The practice of an experimental Christian café-centre in inner city Sheffield provokes reprise with Mark’s multi-faith and multicultural narratives. The dramatis personae, the street-level exposées, and the cultural clashes of Mark 5 evoke spontaneous but complicated reactions from Jesus. Contemporary disciples today find them “working out” for themselves and their attempts at Mission.

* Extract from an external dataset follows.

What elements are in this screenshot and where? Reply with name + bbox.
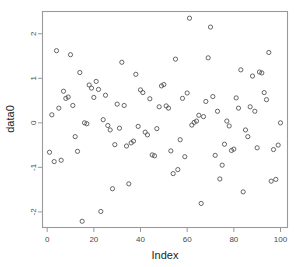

HookerMorna DVincentJohn J.2010. The Drama of Mark. London: Epworth Press.
5.
MalbonElizabeth Struthers2009. Mark’s Jesus: Characterisation as Narrative Christology. Waco, Tx: Baylor University Press.
6.
PlacherWilliam C.2010. Mark. (A Theological Commentary on the Bible Series). Louisville, KY: Westminster John Knox.
7.
MyersChed.2012. “Sea Changes, Part II: Re-imagining Exodus Liberation as an ‘Exorcism’ of Imperial Militarism”, in God, Faithfulness and Resistance, ed. AteekNDuaybisC.TobinM.Jerusalem: Sabeel Ecumenical Liberation Theology Centre, pp.116-125.
8.
ThiedeCarsten Peter2004. The Cosmopolitan World of Jesus: New Light from Archaeology. London: SPCK.
9.
VincentJohn ed., 2006. Mark: Gospel of Action: Personal and Community Responses. London: SPCK.
10.
VincentJohn ed., 2011. Stilling the Storm: Contemporary Responses to Mark 4.35-51. Blandford Forum: Deo Publishing.
11.
VincentJohn2011. “Outworkings: Urban Mission in Mark 4.” Expository Times, August2011.